The Baillieu Government and Monster Creation Business
The Baillieu Government, like so many state governments around Australia, promotes a “tough on crime” agenda. The media happily tags along, creating a fear of youth driven crime waves that, according to any statistical analysis, simply doesn’t exist. It’s a gigantic rort perpetrated on an unwitting public who feel the fear and in turn shriek for harsher sentences.
The Baillieu Government is moving forward with its plan to introduce mandatory minimum two year sentences for offenders between the age of 16 and 17 convicted of crimes involving violence.
It’s not just a political stunt. It’s much worse than that. The social cost of fixed mandatory sentences for youth offenders can only be measured after the Baillieu Government is long dead and gone.
Firstly, there is no suggestion that the juvenile justice system is in any way offering sentences that are inappropriate or systematically lenient. Young offenders who pose a risk to the community are locked up but custodial sentences remain at the discretion of a judiciary mindful of the long term costs of detention both to the state and the individual.
If the Baillieu Government took the time to understand the reports from its own sentencing advisors, it would quickly learn that the existing data shows that mandatory sentencing, as with longer sentences, offers no deterrent value to youth or adult offenders.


◆ What to do: Output the entries in full and verbatim, pictures omitted.

:: Available records ::

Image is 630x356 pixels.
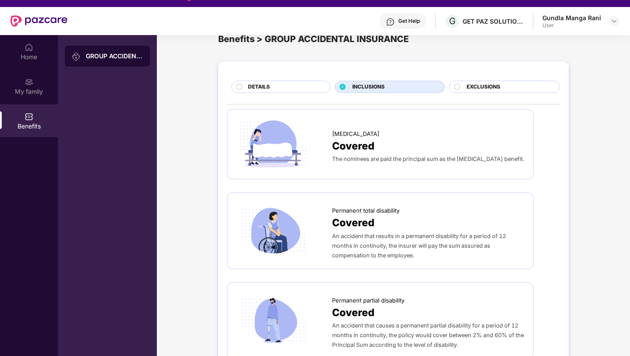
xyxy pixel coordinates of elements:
[236,205,310,257] img: icon
[467,83,500,91] span: EXCLUSIONS
[332,233,506,258] span: An accident that results in a permanent disability for a period of 12 months in continuity, the i...
[542,14,601,22] div: Gundla Manga Rani
[332,296,404,304] span: Permanent partial disability
[236,118,310,170] img: icon
[236,294,310,346] img: icon
[11,15,67,27] img: New Pazcare Logo
[611,18,618,25] img: svg+xml;base64,PHN2ZyBpZD0iRHJvcGRvd24tMzJ4MzIiIHhtbG5zPSJodHRwOi8vd3d3LnczLm9yZy8yMDAwL3N2ZyIgd2...
[248,83,270,91] span: DETAILS
[25,112,33,121] img: svg+xml;base64,PHN2ZyBpZD0iQmVuZWZpdHMiIHhtbG5zPSJodHRwOi8vd3d3LnczLm9yZy8yMDAwL3N2ZyIgd2lkdGg9Ij...
[332,215,375,230] span: Covered
[449,16,456,26] span: G
[332,322,524,348] span: An accident that causes a permanent partial disability for a period of 12 months in continuity, t...
[218,32,569,46] div: Benefits > GROUP ACCIDENTAL INSURANCE
[25,78,33,86] img: svg+xml;base64,PHN2ZyB3aWR0aD0iMjAiIGhlaWdodD0iMjAiIHZpZXdCb3g9IjAgMCAyMCAyMCIgZmlsbD0ibm9uZSIgeG...
[398,18,420,25] div: Get Help
[386,18,395,26] img: svg+xml;base64,PHN2ZyBpZD0iSGVscC0zMngzMiIgeG1sbnM9Imh0dHA6Ly93d3cudzMub3JnLzIwMDAvc3ZnIiB3aWR0aD...
[352,83,385,91] span: INCLUSIONS
[332,206,399,215] span: Permanent total disability
[332,156,524,162] span: The nominees are paid the principal sum as the [MEDICAL_DATA] benefit.
[332,138,375,154] span: Covered
[332,304,375,320] span: Covered
[463,17,524,25] div: GET PAZ SOLUTIONS PRIVATE LIMTED
[86,52,143,60] div: GROUP ACCIDENTAL INSURANCE
[25,43,33,52] img: svg+xml;base64,PHN2ZyBpZD0iSG9tZSIgeG1sbnM9Imh0dHA6Ly93d3cudzMub3JnLzIwMDAvc3ZnIiB3aWR0aD0iMjAiIG...
[332,129,379,138] span: [MEDICAL_DATA]
[542,22,601,29] div: User
[72,52,81,61] img: svg+xml;base64,PHN2ZyB3aWR0aD0iMjAiIGhlaWdodD0iMjAiIHZpZXdCb3g9IjAgMCAyMCAyMCIgZmlsbD0ibm9uZSIgeG...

:::

◆ Exercise result:
Image is 630x356 pixels.
xyxy pixel coordinates of elements:
[236,205,310,257] img: icon
[467,83,500,91] span: EXCLUSIONS
[332,233,506,258] span: An accident that results in a permanent disability for a period of 12 months in continuity, the i...
[542,14,601,22] div: Gundla Manga Rani
[332,296,404,304] span: Permanent partial disability
[236,118,310,170] img: icon
[236,294,310,346] img: icon
[11,15,67,27] img: New Pazcare Logo
[611,18,618,25] img: svg+xml;base64,PHN2ZyBpZD0iRHJvcGRvd24tMzJ4MzIiIHhtbG5zPSJodHRwOi8vd3d3LnczLm9yZy8yMDAwL3N2ZyIgd2...
[248,83,270,91] span: DETAILS
[25,112,33,121] img: svg+xml;base64,PHN2ZyBpZD0iQmVuZWZpdHMiIHhtbG5zPSJodHRwOi8vd3d3LnczLm9yZy8yMDAwL3N2ZyIgd2lkdGg9Ij...
[332,215,375,230] span: Covered
[449,16,456,26] span: G
[332,322,524,348] span: An accident that causes a permanent partial disability for a period of 12 months in continuity, t...
[218,32,569,46] div: Benefits > GROUP ACCIDENTAL INSURANCE
[25,78,33,86] img: svg+xml;base64,PHN2ZyB3aWR0aD0iMjAiIGhlaWdodD0iMjAiIHZpZXdCb3g9IjAgMCAyMCAyMCIgZmlsbD0ibm9uZSIgeG...
[398,18,420,25] div: Get Help
[386,18,395,26] img: svg+xml;base64,PHN2ZyBpZD0iSGVscC0zMngzMiIgeG1sbnM9Imh0dHA6Ly93d3cudzMub3JnLzIwMDAvc3ZnIiB3aWR0aD...
[352,83,385,91] span: INCLUSIONS
[332,206,399,215] span: Permanent total disability
[332,156,524,162] span: The nominees are paid the principal sum as the [MEDICAL_DATA] benefit.
[332,138,375,154] span: Covered
[332,304,375,320] span: Covered
[463,17,524,25] div: GET PAZ SOLUTIONS PRIVATE LIMTED
[86,52,143,60] div: GROUP ACCIDENTAL INSURANCE
[25,43,33,52] img: svg+xml;base64,PHN2ZyBpZD0iSG9tZSIgeG1sbnM9Imh0dHA6Ly93d3cudzMub3JnLzIwMDAvc3ZnIiB3aWR0aD0iMjAiIG...
[332,129,379,138] span: [MEDICAL_DATA]
[542,22,601,29] div: User
[72,52,81,61] img: svg+xml;base64,PHN2ZyB3aWR0aD0iMjAiIGhlaWdodD0iMjAiIHZpZXdCb3g9IjAgMCAyMCAyMCIgZmlsbD0ibm9uZSIgeG...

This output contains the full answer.